Doremus, the wizened, ancient-looking security guard, paced outside the door, glancing briefly at his pocket watch—that anachronistic timepiece which his peers found taboo, but which Juno and the rest of the order fawned over. His lips pressed into a thin line, then he looked up, ears catching Juno’s approach. 

Bilakis via Pexels

The tension in his shoulders eased. “I was told more of you were coming. There’s a situation inside, miss.” He fished through his pocket and withdrew a ring of keys. He pushed one into the lock and twisted. The door eased open with a sigh, and stale white lights blinked through the sterile room. 

Doremus led Juno to the back of the library where a minuscule detail differentiated the top shelf from the others. A small ibis carved into the wood. Doremus lifted the lip of that shelf and pressed his thumb against the sensor hidden beneath. A latch clicked, and the bookshelf swung open, revealing a downward-sloping hall. At the end, lamplight flickered in the sitting room of the archive. 

“Right then,” said Doremus. He turned and went back to his work. 

Juno walked in and inhaled the nostalgic scent of aged paper. Books—proper books—lined the shelves at the edges of the room, stacked on tables and chairs where they’d run out of space. Posters and art filled the vacant places on the walls with small, printed labels pasted beside each. On the desk, a phonograph played a crackling song. 

Ezra sat in a worn leather chair, a withering book in one hand and a glass of whiskey in the other—a frieze from a lost era. He lifted his gaze and raised his glass. “Sweet is the truth,” he said, gently closing the text in his hand and setting it aside. “Did you get a drop?”

“Photos,” said Juno, pulling her computer from her bag. “From within the protest. Proof of innocence for all but one. Can you boot up the printers?” 

“Aye,” said Ezra, pushing against his knees to leverage himself up, “if you talk to Anansi.” He nodded toward the back room. “He won’t talk to me anymore. Doesn’t want to listen to reason.” 

“What happened?” 

Ezra didn’t reply. Rather, he lifted a blanket that’d been strewn across the table. Beneath lay a blood-flecked rifle. 

“Shit,” said Juno. 

Ezra took Juno’s computer and left her to it. 

Juno took a long breath. She wasn’t any good at this sort of thing. She never knew what to say—Atticus had always known what to say. 

Go to him, she imagined them telling her. That is enough for now.

So Juno went. 

Anansi sat on the floor, back against the wall, dust covered, hands trembling. Juno sat beside him. She stayed silent, let his grief spill over her and merge with her own. 

“I snuck behind their lines,” he said eventually. “There are survivors, Juno. Trapped underground.” 

Juno’s gaze snapped to his, and tears brimmed suddenly in her eyes, a sharp-edged hope rising painfully in her heart. 

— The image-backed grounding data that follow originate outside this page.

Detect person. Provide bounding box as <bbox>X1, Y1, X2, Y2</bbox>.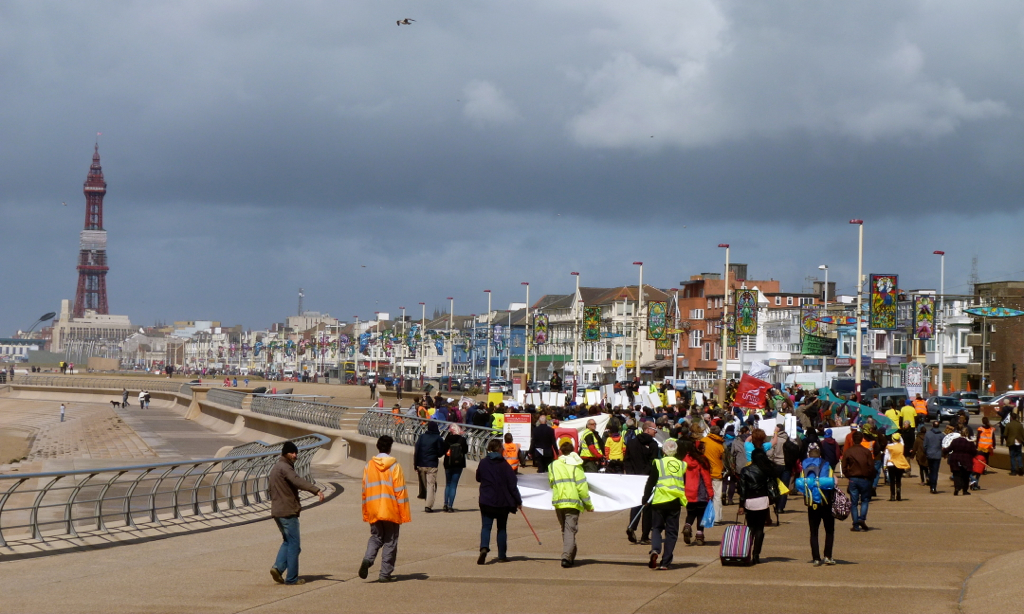
<bbox>412, 421, 441, 511</bbox>.
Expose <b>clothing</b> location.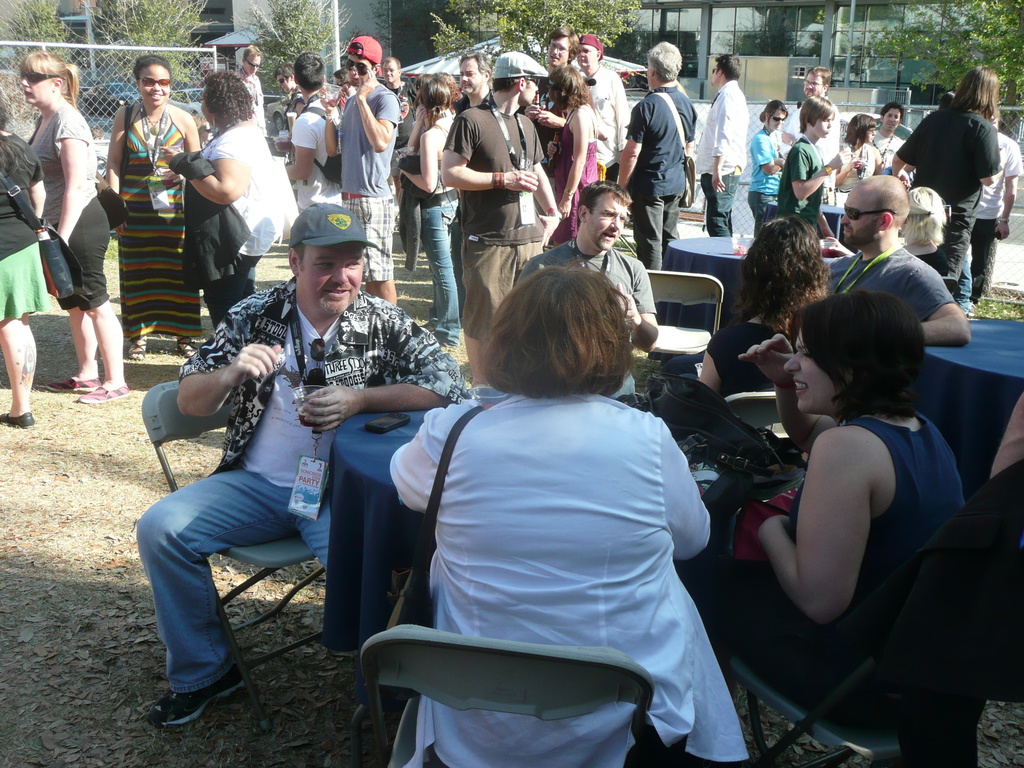
Exposed at x1=340, y1=78, x2=402, y2=263.
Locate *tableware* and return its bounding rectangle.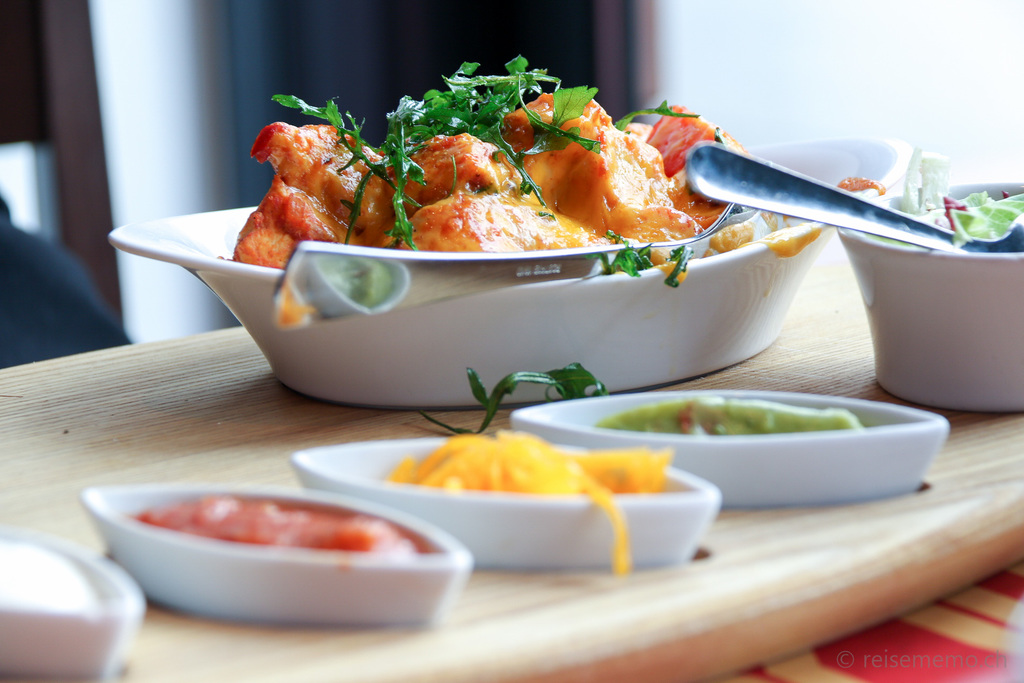
x1=686, y1=140, x2=1023, y2=251.
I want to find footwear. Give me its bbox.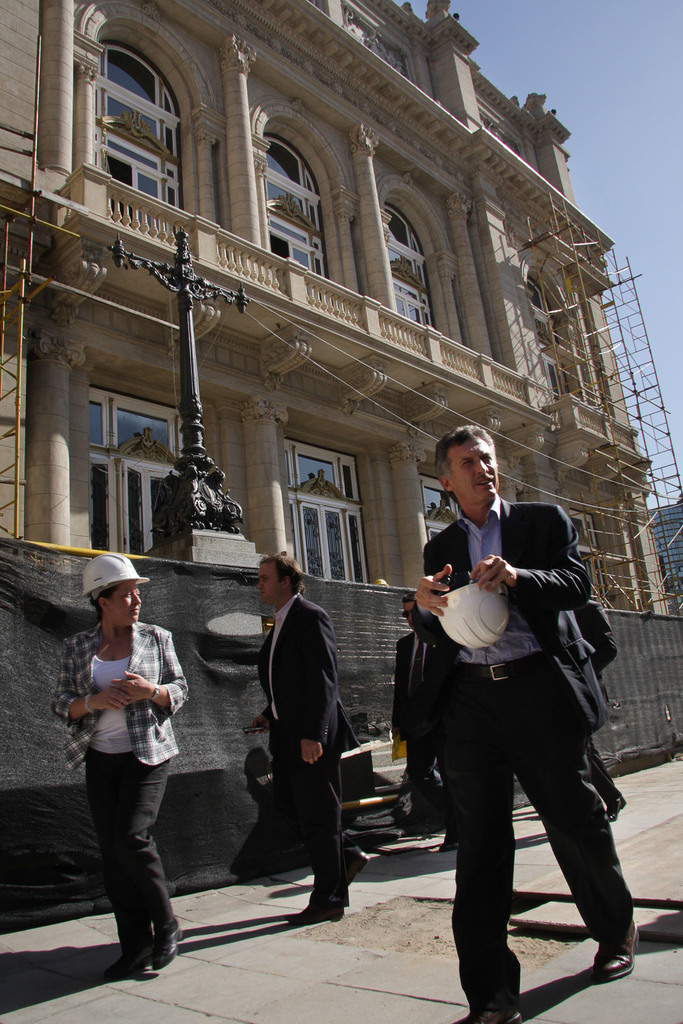
box(154, 922, 186, 971).
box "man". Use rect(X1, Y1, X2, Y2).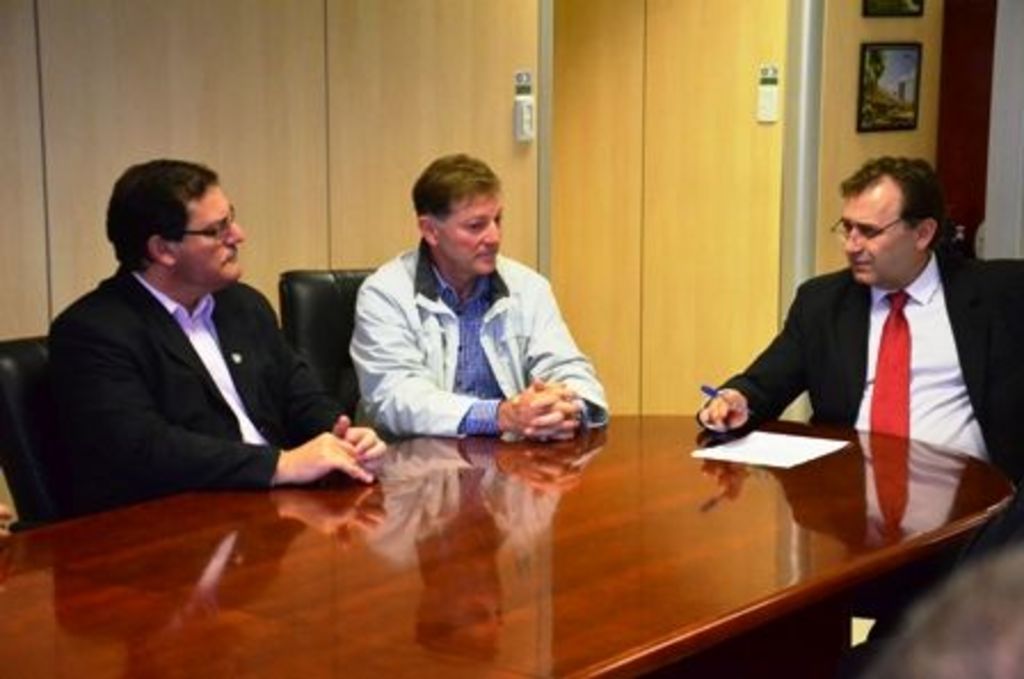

“I couldn’t—” he said. “We need to get to them.” 

Calista Robbins

(she/her) Calista Robbins has always been enraptured with storytelling in all the forms it takes. As a novelist, a dancer, a lighting designer, a theater critic, and a concept creator, she set out into the world after graduating from the Dance Production program at UNLV to find stories in the people and places she came across, and to bring them to center stage.